Which is cheaper: Trivy or Snyk?

Trivy is cheaper on license cost because it is free and open-source with no per-seat or per-scan fees - you pay only for the compute you run it on. Snyk has a free tier and then usage-based commercial pricing that scales with developers, projects, and tests. For pure scanning on a budget, Trivy costs nothing. The case for paying Snyk is the engineering time it saves through automated fix PRs, prioritization, and centralized reporting, which can outweigh license cost for larger teams. Do not assume Snyk is expensive without scoping it against the labor Trivy leaves you to do by hand.

Can you use Trivy and Snyk together?

Yes, and it is a common, sensible combination. Let Trivy own broad, free scanning in CI - image CVEs, IaC misconfig, secrets, and SBOM generation on every build - and let Snyk own the developer-workflow layer where you want IDE feedback, automated fix pull requests, and prioritized reporting for the whole organization. They overlap heavily on image and dependency vulnerabilities, so pick one tool to own each overlapping check and map both to one severity scheme so the same issue does not land in your queue twice.
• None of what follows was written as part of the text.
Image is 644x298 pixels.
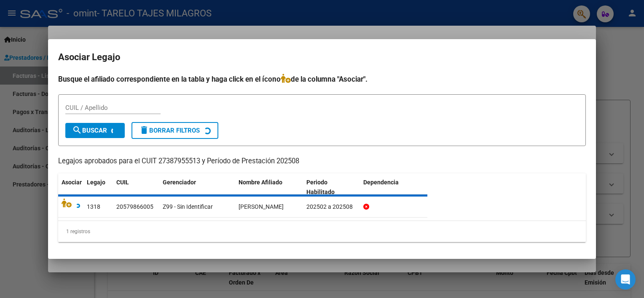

Does Trivy generate SBOMs like Snyk?

Yes, Trivy generates SBOMs in standard formats (CycloneDX and SPDX) directly from the same binary that scans images and filesystems, which makes it a strong supply-chain tool at no cost. Snyk also supports SBOM generation and consumption as part of its platform, alongside its proprietary vulnerability database and fix automation. The difference is emphasis: Trivy treats SBOMs as one of many free outputs from a CLI you run anywhere, while Snyk folds SBOMs into a managed platform with prioritization and reporting around them.